Posts tagged The Colorado Kid

My work as a correspondent for Crime Fiction Lover is humming along nicely.  I was recently offered a chance to submit a freelance book review for the website of Grift Magazine, an excellent new hardboiled journal.  Consequently, my review of Joseph Koenig’s False Negative is now up on the Grift site.  I won’t give away much, but this is one of the best books I’ve read all year.  If you like hardboiled characters and vintage pulp, this Hard Case Crime offering is for you.
In other news, I seem to be unable to review Hard Case Crime without using the term “meta.”  It appears in the False Negative review, and I also used it in my review of Stephen King’s The Colorado Kid.  Will he be able to review a third Hard Case Crime book without using the word meta?  I’m sure this will not be the last Hard Case Crime book I review (sure hope not!), so stay tuned, ladies and gentlemen.
And by the way…  The review has a pseudonymous byline, so please don’t harass any innocent Ed Quinlans you meet and ask them what they want “dating wise.”  I’m just sayin’…
But don’t just take my word for it. Go read the review, then take my word for it.

My work as a correspondent for Crime Fiction Lover is humming along nicely.  I was recently offered a chance to submit a freelance book review for the website of Grift Magazine, an excellent new hardboiled journal.  Consequently, my review of Joseph Koenig’s False Negative is now up on the Grift site.  I won’t give away much, but this is one of the best books I’ve read all year.  If you like hardboiled characters and vintage pulp, this Hard Case Crime offering is for you.

In other news, I seem to be unable to review Hard Case Crime without using the term “meta.”  It appears in the False Negative review, and I also used it in my review of Stephen King’s The Colorado Kid.  Will he be able to review a third Hard Case Crime book without using the word meta?  I’m sure this will not be the last Hard Case Crime book I review (sure hope not!), so stay tuned, ladies and gentlemen.

And by the way…  The review has a pseudonymous byline, so please don’t harass any innocent Ed Quinlans you meet and ask them what they want “dating wise.”  I’m just sayin’…

But don’t just take my word for it. Go read the review, then take my word for it.

8 notes 



Stephen King made headlines a month ago when Hard Case Crime announced that they would be publishing his novel Joyland in June 2013. Joyland is an eagerly anticipated release, but it is not King’s first novel for Hard Case Crime. In 2005, the hardboiled imprint published King’s The Colorado Kid, a short mystery that is by turns charming and puzzling…


In anticipation of Stephen King’s Joyland, I revisit his 2005 Hard Case Crime release, The Colorado Kid.  I don’t expect Joyland will be much like The Colorado Kid, but the latter is an intriguing little story that deserves to be evaluated on its own (idiosyncratic) merits.
But don’t just take my word for it. Go read the review, then take my word for it.

Stephen King made headlines a month ago when Hard Case Crime announced that they would be publishing his novel Joyland in June 2013. Joyland is an eagerly anticipated release, but it is not King’s first novel for Hard Case Crime. In 2005, the hardboiled imprint published King’s The Colorado Kid, a short mystery that is by turns charming and puzzling…

In anticipation of Stephen King’s Joyland, I revisit his 2005 Hard Case Crime release, The Colorado Kid.  I don’t expect Joyland will be much like The Colorado Kid, but the latter is an intriguing little story that deserves to be evaluated on its own (idiosyncratic) merits.

But don’t just take my word for it. Go read the review, then take my word for it.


### Aim of the exercise
Would you count how many lines of the entries below include the word "thousand"? Give nothing but the number.

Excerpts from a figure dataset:
──────────────────────────────
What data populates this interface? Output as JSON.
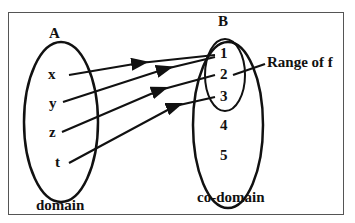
{
  "diagram": {
    "set_a": {
      "label": "A",
      "caption": "domain",
      "elements": [
        "x",
        "y",
        "z",
        "t"
      ]
    },
    "set_b": {
      "label": "B",
      "caption": "co-domain",
      "elements": [
        "1",
        "2",
        "3",
        "4",
        "5"
      ]
    },
    "range_label": "Range of f",
    "mappings": [
      {
        "from": "x",
        "to": "1"
      },
      {
        "from": "y",
        "to": "1"
      },
      {
        "from": "z",
        "to": "2"
      },
      {
        "from": "t",
        "to": "3"
      }
    ],
    "colors": {
      "stroke": "#111111",
      "border": "#555555",
      "background": "#ffffff"
    }
  }
}
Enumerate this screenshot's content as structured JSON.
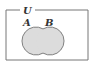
{
  "diagram": {
    "type": "venn",
    "universe_label": "U",
    "sets": [
      {
        "label": "A"
      },
      {
        "label": "B"
      }
    ],
    "shaded_region": "A ∪ B",
    "colors": {
      "fill": "#dcdcdc",
      "stroke": "#555555",
      "frame": "#777777"
    }
  }
}
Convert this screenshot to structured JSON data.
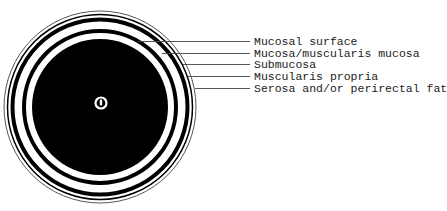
{
  "diagram": {
    "colors": {
      "background": "#ffffff",
      "fill": "#000000",
      "leader_line": "#444444",
      "outer_line": "#555555",
      "text": "#222222"
    },
    "labels": [
      {
        "text": "Mucosal surface",
        "y": 36
      },
      {
        "text": "Mucosa/muscularis mucosa",
        "y": 48
      },
      {
        "text": "Submucosa",
        "y": 59
      },
      {
        "text": "Muscularis propria",
        "y": 71
      },
      {
        "text": "Serosa and/or perirectal fat",
        "y": 83
      }
    ]
  }
}
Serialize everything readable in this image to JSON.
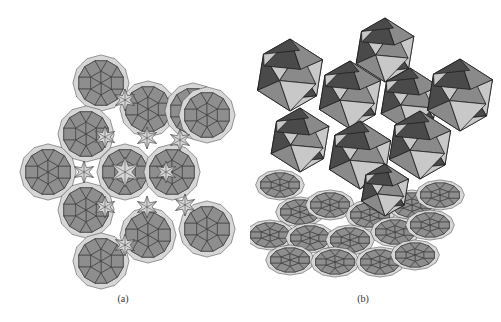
{
  "figure": {
    "panels": [
      {
        "id": "a",
        "label": "(a)",
        "description": "2D tiling of dodecagonal wheels of triangles and squares with light six-point star gaps"
      },
      {
        "id": "b",
        "label": "(b)",
        "description": "3D polyhedral (icosahedral) clusters rising above a perspective view of the same tiling"
      }
    ],
    "colors": {
      "dark_tile": "#8e8e8e",
      "light_tile": "#d6d6d6",
      "edge": "#3a3a3a",
      "poly_dark": "#4a4a4a",
      "poly_mid": "#8a8a8a",
      "poly_light": "#c8c8c8",
      "background": "#ffffff"
    },
    "tiling_a": {
      "center": [
        125,
        172
      ],
      "wheel_radius": 23,
      "wheels": [
        [
          101,
          83
        ],
        [
          148,
          109
        ],
        [
          193,
          111
        ],
        [
          207,
          115
        ],
        [
          86,
          134
        ],
        [
          48,
          172
        ],
        [
          125,
          172
        ],
        [
          172,
          172
        ],
        [
          86,
          210
        ],
        [
          148,
          235
        ],
        [
          207,
          229
        ],
        [
          101,
          261
        ]
      ]
    },
    "tiling_b": {
      "wheels": [
        [
          280,
          185
        ],
        [
          300,
          212
        ],
        [
          330,
          205
        ],
        [
          370,
          215
        ],
        [
          412,
          205
        ],
        [
          440,
          195
        ],
        [
          270,
          235
        ],
        [
          310,
          238
        ],
        [
          350,
          240
        ],
        [
          395,
          232
        ],
        [
          430,
          225
        ],
        [
          290,
          260
        ],
        [
          335,
          262
        ],
        [
          380,
          262
        ],
        [
          415,
          255
        ]
      ],
      "polyhedra": [
        [
          290,
          75,
          36
        ],
        [
          385,
          50,
          32
        ],
        [
          350,
          95,
          34
        ],
        [
          410,
          100,
          32
        ],
        [
          460,
          95,
          36
        ],
        [
          300,
          140,
          32
        ],
        [
          360,
          155,
          34
        ],
        [
          420,
          145,
          34
        ],
        [
          385,
          190,
          26
        ]
      ]
    }
  }
}
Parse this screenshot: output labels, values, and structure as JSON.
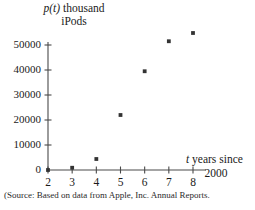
{
  "figure": {
    "source_note": "(Source: Based on data from Apple, Inc. Annual Reports.",
    "y_axis_label_line1_func": "p(t)",
    "y_axis_label_line1_rest": " thousand",
    "y_axis_label_line2": "iPods",
    "x_axis_label_var": "t",
    "x_axis_label_rest": " years since",
    "x_axis_label_line2": "2000"
  },
  "chart_data": {
    "type": "scatter",
    "title": "",
    "xlabel": "t years since 2000",
    "ylabel": "p(t) thousand iPods",
    "x": [
      2,
      3,
      4,
      5,
      6,
      7,
      8
    ],
    "values": [
      0,
      900,
      4400,
      22000,
      39500,
      51500,
      54800
    ],
    "xlim": [
      2,
      8
    ],
    "ylim": [
      0,
      58000
    ],
    "xticks": [
      2,
      3,
      4,
      5,
      6,
      7,
      8
    ],
    "xtick_labels": [
      "2",
      "3",
      "4",
      "5",
      "6",
      "7",
      "8"
    ],
    "yticks": [
      0,
      10000,
      20000,
      30000,
      40000,
      50000
    ],
    "ytick_labels": [
      "0",
      "10000",
      "20000",
      "30000",
      "40000",
      "50000"
    ],
    "grid": false,
    "legend": null,
    "marker_color": "#333333",
    "axis_color": "#4a4a4a"
  }
}
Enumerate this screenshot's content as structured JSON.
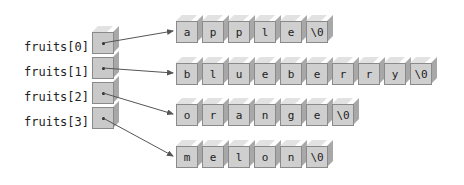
{
  "pointers": [
    {
      "label": "fruits[0]",
      "target_row": 0
    },
    {
      "label": "fruits[1]",
      "target_row": 1
    },
    {
      "label": "fruits[2]",
      "target_row": 2
    },
    {
      "label": "fruits[3]",
      "target_row": 3
    }
  ],
  "strings": [
    {
      "name": "apple",
      "chars": [
        "a",
        "p",
        "p",
        "l",
        "e",
        "\\0"
      ]
    },
    {
      "name": "blueberry",
      "chars": [
        "b",
        "l",
        "u",
        "e",
        "b",
        "e",
        "r",
        "r",
        "y",
        "\\0"
      ]
    },
    {
      "name": "orange",
      "chars": [
        "o",
        "r",
        "a",
        "n",
        "g",
        "e",
        "\\0"
      ]
    },
    {
      "name": "melon",
      "chars": [
        "m",
        "e",
        "l",
        "o",
        "n",
        "\\0"
      ]
    }
  ],
  "colors": {
    "cube_front": "#cfcfcf",
    "cube_top": "#e2e2e2",
    "cube_side": "#a8a8a8",
    "arrow": "#555555"
  }
}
──────────────────────────────
### Reply
2